The first time that my parents visited me in New York, I proudly took them to MOMA because I was so excited to show them all the paintings that I’d spent so many hours looking at and trying to understand. One of my favorites at the time was Barnett Newman’s Vir Heroicus Sublimis to which my mother and father had viscerally negative reactions. They were truly offended that such a work was being exhibited and “passed off as art.” “Someone was a really good salesman,” my father scoffed. It seemed like one big sham to them. I was dumbfounded and angry. How could they not recognize the power and the beauty of this intense work? Feel the light that radiated from the expansive red field? Be mesmerized by the way in which the vertical stripes traveled across the rectilinear field of the broad canvas, enveloping my entire field of vision? I tried to put the painting in context for them, but my attempts at the age of 21 to provide a concise history of modernism fell on deaf ears. I failed to convince them that the work had any validity.

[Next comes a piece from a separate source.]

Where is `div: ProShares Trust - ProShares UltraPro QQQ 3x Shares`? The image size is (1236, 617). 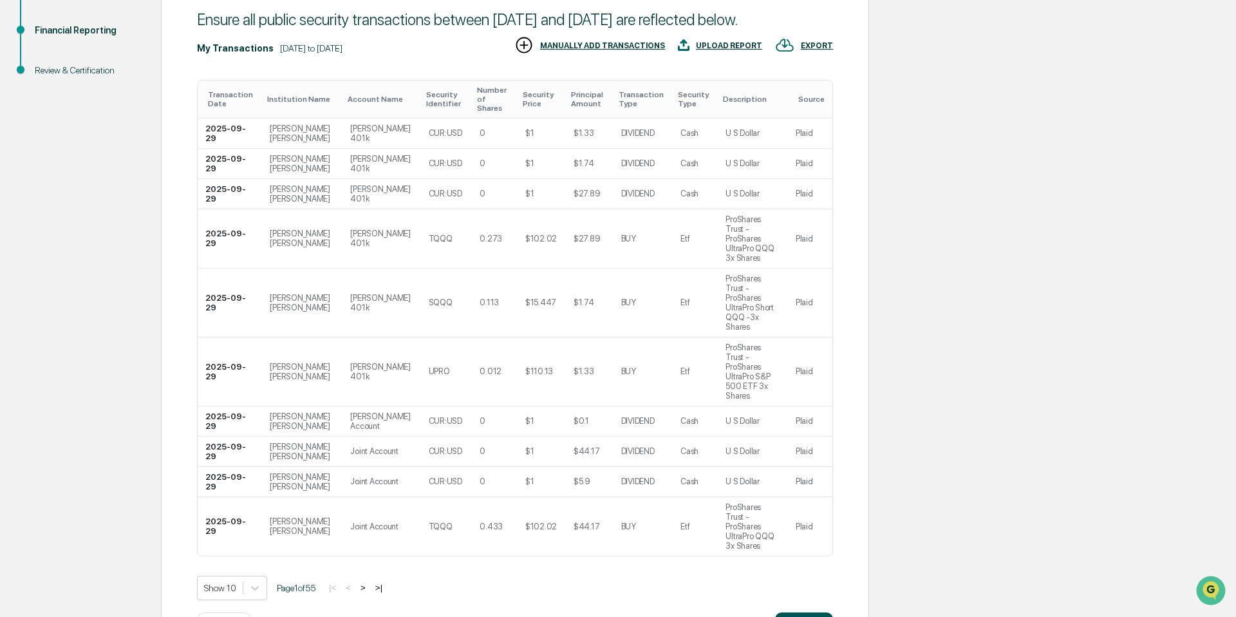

I’d urge anyone who hasn’t seen Sylvia Hyman’s exhibit at the Frist Center to do so before it closes. The power in Ms. Hyman’s work lies in its accessibility. The work packs a genuine “wow” factor, and the familiarity of the objects that she’s recreating provide an easy point of accessibility for viewers of many differing experiences to approach it and appreciate it in their own way. And who knows, perhaps some of the viewers who will see the show before it closes on October 7 will think about Baudrilliard too.

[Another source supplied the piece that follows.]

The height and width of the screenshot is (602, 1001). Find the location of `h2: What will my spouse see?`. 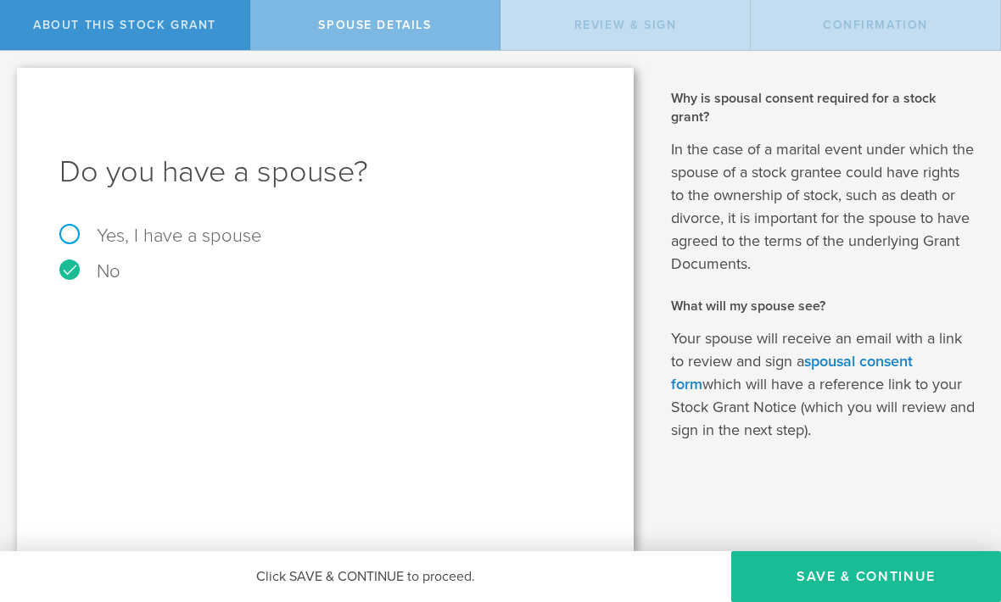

I’ve searched a lot of sites since seeing the art Sylvia Hyman has done. I went to the Frist Center as a homework assignment, and truly enjoyed it. I was wanting to find out about her life, and any previous jobs or conflicts she had that made her start creating art. Any suggestions? If so, can you please email them to me?

I teach ceramics and sculpture to high school students. I would love to have a copy of this film to show my students. Are copies available for schools to purchase?